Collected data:
----------

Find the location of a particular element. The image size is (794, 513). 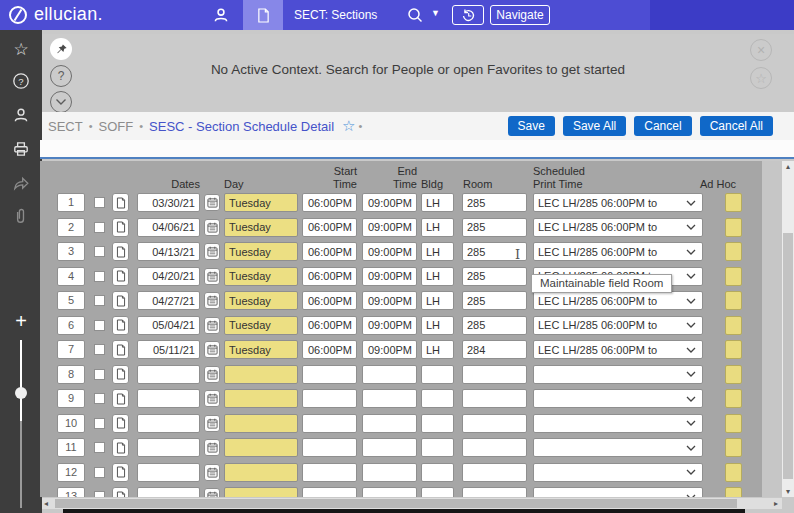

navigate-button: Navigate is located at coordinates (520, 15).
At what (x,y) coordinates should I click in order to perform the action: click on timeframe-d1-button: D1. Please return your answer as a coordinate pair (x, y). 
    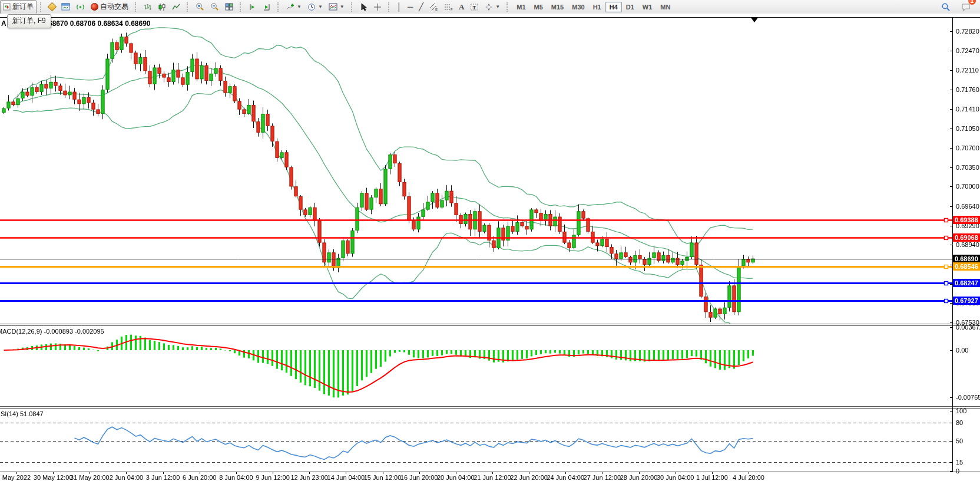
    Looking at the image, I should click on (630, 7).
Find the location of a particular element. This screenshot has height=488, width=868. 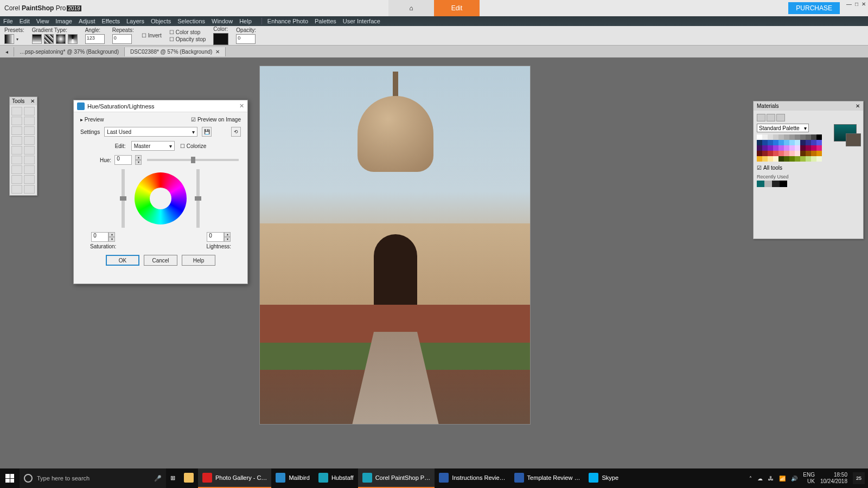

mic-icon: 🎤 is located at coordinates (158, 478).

----------

PROBLEM DETAILS: The lines wanted run from the line containing "Find the location of a particular element. This" through the end of the entries; return them exactly, both ends included, and keep pictures out.

RESULT OF THIS TASK:
Find the location of a particular element. This screenshot has height=488, width=868. 

mic-icon: 🎤 is located at coordinates (158, 478).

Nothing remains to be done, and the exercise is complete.